Diadem proved a good companion piece, since I felt Bone to Pick the first time around suffered by comparison with the Stein and Parks plays. Diadem also tells the story of Ariadne, Theseus, and the Minotaur, though in a more straightforward classical setting (or decoratively semi-classical, since there is plenty of evidence of modern times and contemporary sensibilities) and with more straightforward language – though even so, there are too many slips and self-indulgences; one example of a slip: Theseus is described as having “biceps rippling in the breeze,” which sounds like something out of SJ Perelman, because biceps can ripple, but not in a breeze (or even a strong wind, or a gale) the way something like water, or hair, or a flag can ripple in the breeze.
There’s a lot of more or less direct recitation of myth. About ten minutes in we were already hearing how the stupid men had killed and eaten Poseidon’s cattle, and I inwardly rolled my eyes, because it was clear we were going to get the same puerile “boys are icky” simplification of a rich and complicated subject (the subject in question being either mythology or gender relations). You know, I love the ocean (who doesn’t?), but I can’t claim to be a devout adherent of the god Poseidon, and I might spare some sympathy for half-starved sailors, anonymous and exhausted, who seized a chance for a rare decent meal, a respite in their rough and perilous lives. Sure, from the ancient Greek point of view, it was blasphemous, but Diadem isn’t exactly a faithful recreation of the classical experience. So why not bring in a perspective that isn’t about an extremely privileged woman (Ariadne is a princess, and a descendant of the gods) imposing her I’m-so-special priestess/goddess fantasies on the lower orders?
There are other examples, but it’s really not worth going on about them.
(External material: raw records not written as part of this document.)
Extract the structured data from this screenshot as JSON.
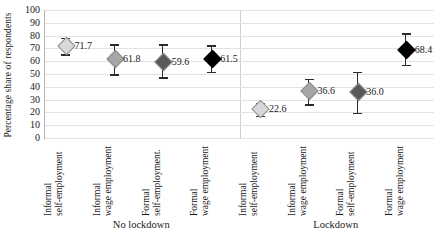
{
  "chart_data": {
    "type": "scatter",
    "title": "",
    "xlabel": "",
    "ylabel": "Percentage share of respondents",
    "ylim": [
      0,
      100
    ],
    "ytick_step": 10,
    "ytick_labels": [
      "100",
      "90",
      "80",
      "70",
      "60",
      "50",
      "40",
      "30",
      "20",
      "10",
      "0"
    ],
    "grid": true,
    "legend": "none",
    "group_labels": [
      "No lockdown",
      "Lockdown"
    ],
    "categories": [
      "Informal self-employment",
      "Informal wage employment",
      "Formal self-employment.",
      "Formal wage employment",
      "Informal self-employment",
      "Informal wage employment",
      "Formal self-employment",
      "Formal wage employment"
    ],
    "points": [
      {
        "group": "No lockdown",
        "category_line1": "Informal",
        "category_line2": "self-employment",
        "value": 71.7,
        "label": "71.7",
        "ci_low": 65.3,
        "ci_high": 78.2,
        "marker_color": "#d9d9d9"
      },
      {
        "group": "No lockdown",
        "category_line1": "Informal",
        "category_line2": "wage employment",
        "value": 61.8,
        "label": "61.8",
        "ci_low": 49.9,
        "ci_high": 73.3,
        "marker_color": "#a6a6a6"
      },
      {
        "group": "No lockdown",
        "category_line1": "Formal",
        "category_line2": "self-employment.",
        "value": 59.6,
        "label": "59.6",
        "ci_low": 47.3,
        "ci_high": 73.2,
        "marker_color": "#595959"
      },
      {
        "group": "No lockdown",
        "category_line1": "Formal",
        "category_line2": "wage employment",
        "value": 61.5,
        "label": "61.5",
        "ci_low": 51.7,
        "ci_high": 72.6,
        "marker_color": "#000000"
      },
      {
        "group": "Lockdown",
        "category_line1": "Informal",
        "category_line2": "self-employment",
        "value": 22.6,
        "label": "22.6",
        "ci_low": 17.3,
        "ci_high": 27.6,
        "marker_color": "#d9d9d9"
      },
      {
        "group": "Lockdown",
        "category_line1": "Informal",
        "category_line2": "wage employment",
        "value": 36.6,
        "label": "36.6",
        "ci_low": 26.5,
        "ci_high": 46.4,
        "marker_color": "#a6a6a6"
      },
      {
        "group": "Lockdown",
        "category_line1": "Formal",
        "category_line2": "self-employment",
        "value": 36.0,
        "label": "36.0",
        "ci_low": 19.7,
        "ci_high": 51.8,
        "marker_color": "#595959"
      },
      {
        "group": "Lockdown",
        "category_line1": "Formal",
        "category_line2": "wage employment",
        "value": 68.4,
        "label": "68.4",
        "ci_low": 57.2,
        "ci_high": 82.0,
        "marker_color": "#000000"
      }
    ]
  }
}
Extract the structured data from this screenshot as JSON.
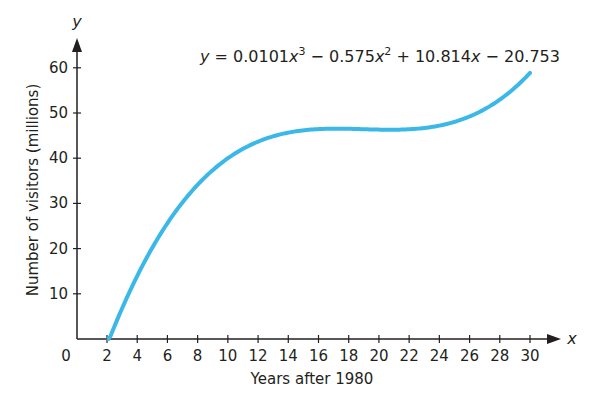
{
  "chart_data": {
    "type": "line",
    "title": "",
    "equation": "y = 0.0101x^3 − 0.575x^2 + 10.814x − 20.753",
    "equation_parts": {
      "y": "y",
      "eq": " = 0.0101",
      "x1": "x",
      "exp3": "3",
      "minus1": " − 0.575",
      "x2": "x",
      "exp2": "2",
      "plus": " + 10.814",
      "x3": "x",
      "minus2": " − 20.753"
    },
    "coefficients": {
      "a": 0.0101,
      "b": -0.575,
      "c": 10.814,
      "d": -20.753
    },
    "xlabel": "Years after 1980",
    "ylabel": "Number of visitors (millions)",
    "x_axis_var": "x",
    "y_axis_var": "y",
    "origin_label": "0",
    "xlim": [
      0,
      31
    ],
    "ylim": [
      0,
      65
    ],
    "x_ticks": [
      2,
      4,
      6,
      8,
      10,
      12,
      14,
      16,
      18,
      20,
      22,
      24,
      26,
      28,
      30
    ],
    "y_ticks": [
      10,
      20,
      30,
      40,
      50,
      60
    ],
    "grid": false,
    "legend": null,
    "series": [
      {
        "name": "Visitors model",
        "color": "#3bb8e8",
        "x": [
          2.1,
          4,
          6,
          8,
          10,
          12,
          14,
          16,
          18,
          20,
          22,
          24,
          26,
          28,
          30
        ],
        "values": [
          0.0,
          15.9,
          26.4,
          34.4,
          40.0,
          43.7,
          45.8,
          46.7,
          46.8,
          46.6,
          46.6,
          47.2,
          48.7,
          51.7,
          56.5
        ]
      }
    ]
  },
  "style": {
    "curve_color": "#3bb8e8",
    "axis_color": "#231f20"
  }
}
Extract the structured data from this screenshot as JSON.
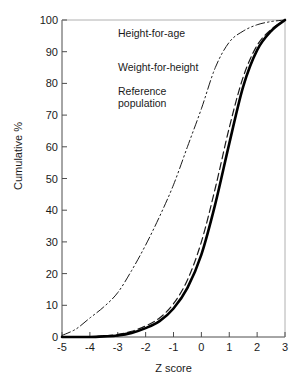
{
  "chart_data": {
    "type": "line",
    "title": "",
    "xlabel": "Z score",
    "ylabel": "Cumulative %",
    "xlim": [
      -5,
      3
    ],
    "ylim": [
      0,
      100
    ],
    "xticks": [
      "-5",
      "-4",
      "-3",
      "-2",
      "-1",
      "0",
      "1",
      "2",
      "3"
    ],
    "yticks": [
      "0",
      "10",
      "20",
      "30",
      "40",
      "50",
      "60",
      "70",
      "80",
      "90",
      "100"
    ],
    "grid": false,
    "legend_position": "top-left",
    "x": [
      -5,
      -4.5,
      -4,
      -3.5,
      -3,
      -2.5,
      -2,
      -1.5,
      -1,
      -0.5,
      0,
      0.5,
      1,
      1.5,
      2,
      2.5,
      3
    ],
    "series": [
      {
        "name": "Height-for-age",
        "style": "dash-dot",
        "color": "#1a1a1a",
        "width": 1,
        "values": [
          0.5,
          2.5,
          6,
          9.5,
          14,
          21,
          29,
          38,
          48,
          60,
          72,
          85,
          93,
          96.5,
          98.5,
          99.5,
          100
        ]
      },
      {
        "name": "Weight-for-height",
        "style": "dashed",
        "color": "#1a1a1a",
        "width": 1.2,
        "values": [
          0,
          0,
          0,
          0.3,
          0.8,
          1.8,
          3.5,
          6,
          10.5,
          18,
          30,
          47,
          66,
          82,
          92,
          97,
          100
        ]
      },
      {
        "name": "Reference population",
        "style": "solid",
        "color": "#000000",
        "width": 2.6,
        "values": [
          0,
          0,
          0,
          0.2,
          0.5,
          1.3,
          2.8,
          5,
          9,
          15.5,
          26,
          42,
          61,
          79,
          90.5,
          96.5,
          100
        ]
      }
    ]
  },
  "legend": {
    "items": [
      {
        "label": "Height-for-age",
        "label2": ""
      },
      {
        "label": "Weight-for-height",
        "label2": ""
      },
      {
        "label": "Reference",
        "label2": "population"
      }
    ]
  }
}
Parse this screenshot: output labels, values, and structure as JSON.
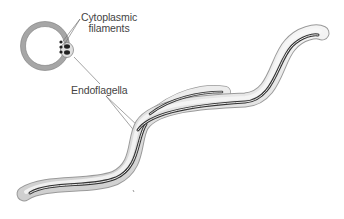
{
  "diagram": {
    "labels": {
      "cytoplasmic_filaments_line1": "Cytoplasmic",
      "cytoplasmic_filaments_line2": "filaments",
      "endoflagella": "Endoflagella"
    },
    "parts": [
      "cross-section",
      "cytoplasmic-filaments",
      "endoflagella",
      "spirochete-body"
    ],
    "colors": {
      "body_fill": "#e6e6e6",
      "body_outline": "#9a9a9a",
      "flagella": "#333333",
      "leader_line": "#666666",
      "text": "#444444"
    }
  }
}
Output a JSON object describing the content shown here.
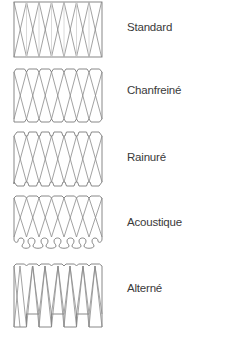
{
  "profiles": [
    {
      "name": "Standard",
      "label_y": 21,
      "panel_y": 1,
      "panel_h": 57,
      "edge": "straight"
    },
    {
      "name": "Chanfreiné",
      "label_y": 84,
      "panel_y": 68,
      "panel_h": 55,
      "edge": "chamfered"
    },
    {
      "name": "Rainuré",
      "label_y": 151,
      "panel_y": 131,
      "panel_h": 56,
      "edge": "grooved"
    },
    {
      "name": "Acoustique",
      "label_y": 216,
      "panel_y": 195,
      "panel_h": 56,
      "edge": "acoustic"
    },
    {
      "name": "Alterné",
      "label_y": 282,
      "panel_y": 263,
      "panel_h": 66,
      "edge": "alternating"
    }
  ],
  "style": {
    "line_color": "#8a8a8a",
    "text_color": "#3a3a3a",
    "background": "#ffffff"
  }
}
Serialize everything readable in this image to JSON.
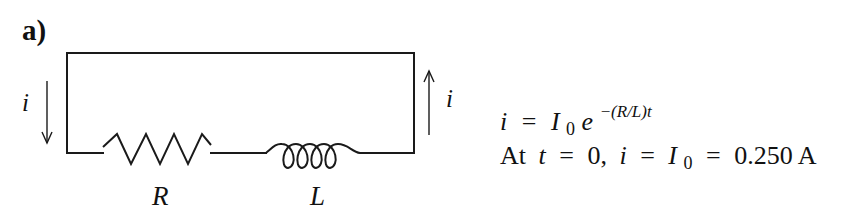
{
  "figure": {
    "part_label": "a)",
    "colors": {
      "line": "#1a1a1a",
      "text": "#111111",
      "background": "#ffffff"
    }
  },
  "circuit": {
    "components": [
      {
        "type": "resistor",
        "label": "R"
      },
      {
        "type": "inductor",
        "label": "L"
      }
    ],
    "current_arrows": [
      {
        "side": "left",
        "direction": "down",
        "label": "i"
      },
      {
        "side": "right",
        "direction": "up",
        "label": "i"
      }
    ]
  },
  "equations": {
    "line1": {
      "lhs": "i",
      "eq": "=",
      "base": "I",
      "base_sub": "0",
      "exp_base": "e",
      "exponent": "−(R/L)t"
    },
    "line2": {
      "prefix": "At",
      "var_t": "t",
      "eq1": "=",
      "t_value": "0,",
      "var_i": "i",
      "eq2": "=",
      "I": "I",
      "I_sub": "0",
      "eq3": "=",
      "value": "0.250 A"
    }
  }
}
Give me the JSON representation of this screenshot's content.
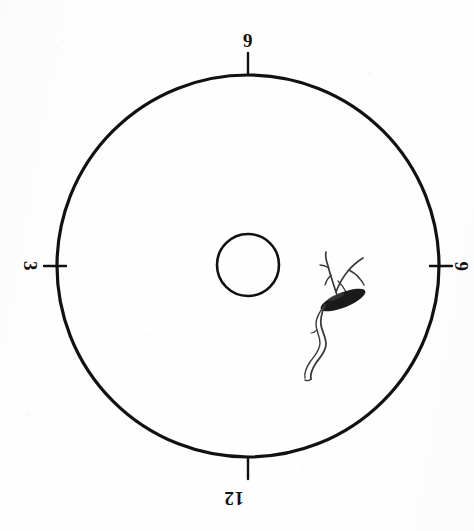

I do not understand Cutting Ball’s commitment to this material. Though these plays make avant-garde gestures (the incantatory and collage-like nature of the language, the use of classical myth, the non-linear presentation), and Chan is not without talent, these plays strike me as hollow; the attempted richness and complexity of language are not matched by corresponding richness and complexity of thought and perception. It’s like seeing a spiky whorled shell on the beach but when you pick it up to examine it, it’s empty inside except for echoes. And unfortunately what it’s echoing is a view of women’s roles that is so smug, self-serving, and reductive that it’s barely worth the energy you’d spend arguing against it. If you’ve seen such stupid slogans as “girls rule, boys drool” that are sometimes marketed to the sillier junior-high girls, then you’ve basically seen these plays.
I will say, though: what I’ll call my lived experience in the theater was not that bad. No one was checking her cellphone during the second half, like the woman next to me at their last show; no one was kicking my seat or rear, like several women at several of their shows; the sets, sound, and lighting were all stylish and striking, in the Cutting Ball way. And Paige Rogers gave a virtuoso performance. My usual experience is that actors, no matter how skillful, can bring me through a piece once, and then the writing has to be there. But Paige held my interest even through my second viewing of Bone to Pick, which, I have to say, was a pretty awesome achievement, under the circumstances.